On 12/04/2006, at 7:09 PM, Nick Arnett wrote:

In Lutheranism and most of Protestantism, Christianity isn't about doing good in order to get into heaven, even though that's often how it comes
across.

That I know - I was raised C of E, and was heavily involved in Christian fellowship through my teens. It's not what I was talking about. The Christian precept of redemption through acceptance of God's grace in the sacrifice of Jesus is one thing. That is the correct definition of a Christian, and is where so many (including many Sunday Christians like my mother) get it wrong.

Christ's message of forgiveness frees us from the vicious cycle of
guilt and error, frees us to do good, to follow the very rules that free
us.  This is where cause and effect are often confused.

Sure. *snip for brevity*

Lest this all sound theological, intellectual and distant, let me make it clear that in my life, I certainly have seen that I become a kinder, more loving person when I start by accepting that I am accepted, rather than the
false, but often followed, idea that first I have to be good.

Also fine, and well understood by me.

My favorite parable about this is the woman caught in adultery. The *first* thing Jesus does is send away her accusers and says that neither does he does condemn her, vividly demonstrating that he accepts her as she is. Only then does he say those words that are so often taken out of this context --
"Go and sin no more."  Acceptance and forgiveness precede "be good."
Critics of Christianity talk about aspects that are hard to believe, but they rarely point to this wild notion that God loves us in our sin, not despite it. I certainly find it hard to give up the idea that I have to be good before you'll accept me... but when I do believe that, it is powerful
stuff.

Sure is.

There are various ways that churches answer that question, but if there is one that says, "However you'd like to," it is most certainly on the fringe.
I suppose that Unitarians fit that description.  John Wesley's great
contribution was to offer a method (or a Method) to go about this, his
"quadilateral" of reason, tradition, experience and Scripture. Reason can
be quite liberal, tradition tends to be conservative, experience can
probably go either way (e.g., a conservative is a Christian who has been mugged, a liberal is somebody who has lived among the poor), Scripture can be used and abused... but it seems to me that respecting each is as good as
any way to choose one's path.

Interesting how hard it is to get a straight answer, isn't it? So what you're saying is that there is no right answer, and we take out of it what we can?
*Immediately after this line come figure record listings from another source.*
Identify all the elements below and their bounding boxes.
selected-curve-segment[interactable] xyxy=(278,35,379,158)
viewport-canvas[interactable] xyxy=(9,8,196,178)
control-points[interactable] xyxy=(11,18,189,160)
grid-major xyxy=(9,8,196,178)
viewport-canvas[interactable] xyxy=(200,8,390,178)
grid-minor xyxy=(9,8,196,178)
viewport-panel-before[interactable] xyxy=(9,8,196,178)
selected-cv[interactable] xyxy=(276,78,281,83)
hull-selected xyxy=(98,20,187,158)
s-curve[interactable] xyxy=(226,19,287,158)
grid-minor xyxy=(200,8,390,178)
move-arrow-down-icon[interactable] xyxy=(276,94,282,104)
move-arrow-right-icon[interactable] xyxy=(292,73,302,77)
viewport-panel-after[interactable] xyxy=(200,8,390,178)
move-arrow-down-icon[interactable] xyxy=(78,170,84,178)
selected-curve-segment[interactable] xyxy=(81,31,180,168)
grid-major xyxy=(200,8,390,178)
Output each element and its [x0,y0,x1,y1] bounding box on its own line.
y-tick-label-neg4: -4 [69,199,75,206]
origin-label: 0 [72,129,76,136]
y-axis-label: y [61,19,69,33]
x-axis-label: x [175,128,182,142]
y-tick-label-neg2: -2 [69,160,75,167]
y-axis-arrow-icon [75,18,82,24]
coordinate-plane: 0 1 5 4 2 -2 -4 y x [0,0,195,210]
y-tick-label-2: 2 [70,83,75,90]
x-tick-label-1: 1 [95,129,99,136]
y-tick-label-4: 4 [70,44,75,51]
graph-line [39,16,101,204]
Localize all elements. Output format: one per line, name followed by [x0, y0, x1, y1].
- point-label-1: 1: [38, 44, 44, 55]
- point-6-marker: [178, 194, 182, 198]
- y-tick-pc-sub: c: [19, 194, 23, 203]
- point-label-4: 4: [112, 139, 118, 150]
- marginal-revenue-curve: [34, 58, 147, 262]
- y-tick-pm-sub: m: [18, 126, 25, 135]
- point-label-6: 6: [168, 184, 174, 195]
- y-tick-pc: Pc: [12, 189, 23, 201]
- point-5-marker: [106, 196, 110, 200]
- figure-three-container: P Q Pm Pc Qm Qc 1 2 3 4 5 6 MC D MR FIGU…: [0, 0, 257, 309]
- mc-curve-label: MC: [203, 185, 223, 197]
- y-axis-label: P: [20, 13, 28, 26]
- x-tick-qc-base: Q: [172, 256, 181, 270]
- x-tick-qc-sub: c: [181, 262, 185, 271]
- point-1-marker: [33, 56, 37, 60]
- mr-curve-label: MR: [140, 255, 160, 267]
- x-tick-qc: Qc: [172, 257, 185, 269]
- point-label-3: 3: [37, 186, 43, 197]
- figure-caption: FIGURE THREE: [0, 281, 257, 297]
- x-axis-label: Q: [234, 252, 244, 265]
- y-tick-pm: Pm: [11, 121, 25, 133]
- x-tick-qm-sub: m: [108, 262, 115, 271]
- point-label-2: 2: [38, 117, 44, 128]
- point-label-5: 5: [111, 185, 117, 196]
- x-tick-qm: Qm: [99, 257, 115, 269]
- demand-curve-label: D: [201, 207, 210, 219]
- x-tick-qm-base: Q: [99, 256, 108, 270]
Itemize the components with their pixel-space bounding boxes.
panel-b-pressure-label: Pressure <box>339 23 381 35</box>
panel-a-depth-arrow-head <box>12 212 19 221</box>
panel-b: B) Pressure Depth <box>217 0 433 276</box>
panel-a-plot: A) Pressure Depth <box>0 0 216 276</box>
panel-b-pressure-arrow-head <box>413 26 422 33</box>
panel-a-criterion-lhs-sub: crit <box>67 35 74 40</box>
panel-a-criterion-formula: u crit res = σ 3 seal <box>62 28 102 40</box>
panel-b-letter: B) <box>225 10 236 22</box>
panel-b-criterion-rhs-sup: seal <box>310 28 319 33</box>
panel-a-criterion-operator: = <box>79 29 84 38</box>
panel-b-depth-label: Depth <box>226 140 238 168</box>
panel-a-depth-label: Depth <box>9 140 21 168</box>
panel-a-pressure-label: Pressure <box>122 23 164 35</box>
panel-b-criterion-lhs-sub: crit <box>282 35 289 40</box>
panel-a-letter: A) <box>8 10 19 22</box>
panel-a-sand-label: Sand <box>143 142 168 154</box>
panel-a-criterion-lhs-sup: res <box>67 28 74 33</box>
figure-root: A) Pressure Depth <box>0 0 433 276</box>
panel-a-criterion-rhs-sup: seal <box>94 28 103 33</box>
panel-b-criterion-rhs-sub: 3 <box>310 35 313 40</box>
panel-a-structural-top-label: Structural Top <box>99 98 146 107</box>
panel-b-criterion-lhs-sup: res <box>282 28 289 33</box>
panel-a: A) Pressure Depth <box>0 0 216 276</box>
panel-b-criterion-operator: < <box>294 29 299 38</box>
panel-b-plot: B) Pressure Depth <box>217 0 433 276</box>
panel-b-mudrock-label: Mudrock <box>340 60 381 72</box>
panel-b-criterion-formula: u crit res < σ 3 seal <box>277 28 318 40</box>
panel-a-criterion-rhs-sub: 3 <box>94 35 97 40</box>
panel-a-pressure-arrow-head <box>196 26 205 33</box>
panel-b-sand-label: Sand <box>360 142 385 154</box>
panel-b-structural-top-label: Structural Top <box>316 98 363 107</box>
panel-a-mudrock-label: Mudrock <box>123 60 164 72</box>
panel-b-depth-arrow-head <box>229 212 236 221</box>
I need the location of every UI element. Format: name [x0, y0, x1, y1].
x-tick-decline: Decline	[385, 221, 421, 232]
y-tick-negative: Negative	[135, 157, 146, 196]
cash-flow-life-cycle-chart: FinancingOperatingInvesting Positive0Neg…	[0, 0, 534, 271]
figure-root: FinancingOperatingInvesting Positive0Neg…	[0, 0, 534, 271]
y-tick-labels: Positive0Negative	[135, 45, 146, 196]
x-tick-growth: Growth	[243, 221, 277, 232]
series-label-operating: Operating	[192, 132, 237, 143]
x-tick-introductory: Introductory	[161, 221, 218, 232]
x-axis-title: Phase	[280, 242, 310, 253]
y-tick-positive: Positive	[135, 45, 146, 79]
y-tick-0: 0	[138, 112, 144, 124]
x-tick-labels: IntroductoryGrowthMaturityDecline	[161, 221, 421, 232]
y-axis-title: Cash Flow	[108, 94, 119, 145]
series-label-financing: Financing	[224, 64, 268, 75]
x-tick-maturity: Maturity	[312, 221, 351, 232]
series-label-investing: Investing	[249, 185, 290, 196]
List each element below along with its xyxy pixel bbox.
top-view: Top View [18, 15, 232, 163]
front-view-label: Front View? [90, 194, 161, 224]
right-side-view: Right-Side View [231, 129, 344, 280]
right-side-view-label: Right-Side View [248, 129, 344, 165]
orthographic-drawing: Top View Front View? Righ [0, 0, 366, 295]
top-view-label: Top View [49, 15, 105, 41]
It still seems that the only major difference between you and I in terms of understanding our place in this world is that while we both imagine how a moral person would be and try to live that way, while we both try to be both accepting of our own shortcomings and of others', you have a belief in something I no longer have. A large part of my journey away from religious or supernatural belief was my personal and growing understanding that the ethical and moral codes I chose to follow worked just as well whether God existed or not... ...and eventually, for me, he didn't.

I'm still interested in hearing the religious experience of intelligent and thoughtful scientific believers, and chewing the fat on these subjects. I may disagree (and often do, sometimes a bit strongly) but I'm always interested.